Released in the autumn of 2019, Tegan and Sara Quin’s memoir mainly covers the space between Grade Ten and their first successes in the music industry. We see some of their earlier life, but mostly to provide context. Although they are very different people who frequently do not get along, their identities cannot be separated from the fact of being born monozygotic twins. Sara claims no clear visual memory of Tegan prior to the age of four:
…the snapshots of my mind contain no trace of her. What I can summon is the feeling of her. As if she existed everywhere, and in everything.
When they are separated at four for the first time in their lives, she writes,
I lay on her grandmother’s living room couch with a fever. Opposite me, I registered the empty space.
Without Tegan, I had become me. And it was awful.
Tegan’s experience is even stranger. She recalls a similar early incident. When she recounts it years later to her parents, they assure her she has the memory wrong. She is remembering the event as it happened to her sister. Despite finding aspects of their lives disturbing, she also finds “great comfort that comes from traveling through life with a witness, and identical twin” who “corroborates” her “version of things.”
Growing up in conservative Calgary in the 1990s, the sisters listen to punk, worship Nirvana, attend raves and, for a time, take drugs and go to parties. These excursions do not consistently end well. Cautiously and, at first, secretly, they begin dating girls and writing songs. A few times High School verges on becoming an especially edgy after-school special, but it has been written with considerable skill and remarkable candidness. Few celebrity memoirs manage to be so literate and literary.
The book alternates between chapters written by each sister. Their relationship is not an easy one. While they can be each other’s best friend, they frequently fight and treat each other with either indifference or hostility. The stressful times seem fuelled at times by a kind of jealousy, growing more intense when one of them is in any kind of relationship that excludes the other. Much of the girls’ adolescence makes for uncomfortable reading. I found myself recalling a friend who said that raising teenagers is like watching someone fall down the stairs.
One exception to their narration is the transcript of a recording made by a friend for a school project, in which students discuss their views on “homosexuality.” It provides a refreshing change of perspective. Tegan and Sara are in synch, expressing serious teen opinions, and joking comfortably about topics they have not yet discussed openly.
As closeted lesbians, they often confront negative attitudes. During one Christmas vacation they visit relatives in Atlanta and go shopping with a 12-year-old cousin. At a hip clothing store they see a girl with pink hair, kissing another girl. The cousin’s account shocks her father:
“Vivienne, what kind of place did you take our 12-year-old to today?”
“It was just a clothing store, Marty,” Mom said, annoyed now.
“Stay out of this, Sonia. I want to know where my wife was and why she wasn’t protecting our daughter.”
“Protecting her from what? Gay people?” I came alive. “Seriously?”
The shopping excursion gets contrasted with the fact that the men went to Hooters for lunch:
In the corner, Grandpa joked to Uncle Henry, “Well, the women don’t kiss at Hooters. Wouldn’t mind though.” They chuckled. I felt sick.
Like all of us, however, their limited experience of the world beyond their home town partially defines them. When the newly-signed recording artists first visit Toronto, Tegan expresses confusion at what appears to be an ocean outside the window. She was unprepared for the reality of the Great Lakes.
Personally, I was glad the book concludes where it does. Tegan and Sara move from playing houses and basements and a few gigs with a band, to winning a battle of the bands competition and recording their first album with movie-montage swiftness. It really happened that way for them, and they provide some insights into some of their early decisions regarding the music industry. Nevertheless, fame makes for far less interesting reading than the struggles that took them there. The same might be said of a superior memoir, Patti Smith’s award-winning Just Kids. Undoubtedly, High School will be read mainly by people who enjoy Tegan and Sara’s music, or by teenagers, or by people who work with teenagers. But it says something that the book’s most interesting elements are those that could appeal to a reader who doesn’t care, particularly, that the protagonists grow up to be famous.
UPDATE: The book was adapted in 2022 into a series for Amazon. It stars Railey and Seazynn Gilliland, real-life twins who were discovered on tiktok. Although it makes changes to events, it’s true enough to the book and, like the source, presents a glimpse of a time and place that is interesting enough to appease viewers who aren’t especially interested in Tegan and Sara’s music.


Look through the records below, and copy out every line that holds the string "Year".

____________________

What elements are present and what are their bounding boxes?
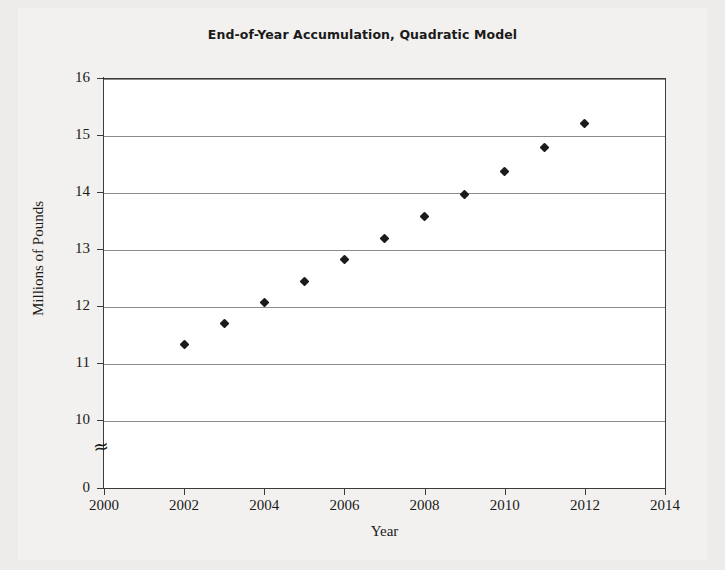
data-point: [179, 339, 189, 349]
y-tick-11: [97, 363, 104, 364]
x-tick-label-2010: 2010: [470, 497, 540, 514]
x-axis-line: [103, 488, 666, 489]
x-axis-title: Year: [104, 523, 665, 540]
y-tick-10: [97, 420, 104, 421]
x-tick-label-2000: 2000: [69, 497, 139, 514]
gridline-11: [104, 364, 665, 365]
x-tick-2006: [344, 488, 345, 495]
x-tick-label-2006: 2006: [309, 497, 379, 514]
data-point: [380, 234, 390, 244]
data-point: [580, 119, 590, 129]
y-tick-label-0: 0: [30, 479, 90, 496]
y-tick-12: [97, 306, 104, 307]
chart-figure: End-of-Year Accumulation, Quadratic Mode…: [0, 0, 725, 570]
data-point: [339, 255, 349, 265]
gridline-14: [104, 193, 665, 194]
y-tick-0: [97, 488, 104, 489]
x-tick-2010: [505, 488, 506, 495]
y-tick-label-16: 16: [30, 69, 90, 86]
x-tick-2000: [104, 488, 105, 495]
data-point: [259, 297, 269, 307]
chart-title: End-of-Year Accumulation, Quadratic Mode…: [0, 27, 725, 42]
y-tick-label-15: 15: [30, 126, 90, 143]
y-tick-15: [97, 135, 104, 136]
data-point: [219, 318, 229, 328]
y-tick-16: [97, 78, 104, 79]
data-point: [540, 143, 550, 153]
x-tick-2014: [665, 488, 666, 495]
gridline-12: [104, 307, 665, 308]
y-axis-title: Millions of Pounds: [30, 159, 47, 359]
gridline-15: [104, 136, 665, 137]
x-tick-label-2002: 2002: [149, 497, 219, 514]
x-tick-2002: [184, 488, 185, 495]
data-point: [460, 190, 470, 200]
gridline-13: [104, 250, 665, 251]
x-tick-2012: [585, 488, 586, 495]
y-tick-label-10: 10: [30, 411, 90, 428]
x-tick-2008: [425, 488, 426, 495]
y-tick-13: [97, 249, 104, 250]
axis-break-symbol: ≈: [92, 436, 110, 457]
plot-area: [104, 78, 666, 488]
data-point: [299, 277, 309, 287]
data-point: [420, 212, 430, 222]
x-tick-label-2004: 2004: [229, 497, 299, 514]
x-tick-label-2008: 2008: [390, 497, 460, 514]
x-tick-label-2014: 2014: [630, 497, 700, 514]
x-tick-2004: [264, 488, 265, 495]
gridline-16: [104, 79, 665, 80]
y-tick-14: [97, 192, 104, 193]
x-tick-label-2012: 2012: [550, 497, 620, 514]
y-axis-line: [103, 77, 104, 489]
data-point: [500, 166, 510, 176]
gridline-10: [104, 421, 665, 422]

____________________

TASK ANSWER:
x-axis-title: Year: [104, 523, 665, 540]
chart-figure: End-of-Year Accumulation, Quadratic Mode…: [0, 0, 725, 570]
chart-title: End-of-Year Accumulation, Quadratic Mode…: [0, 27, 725, 42]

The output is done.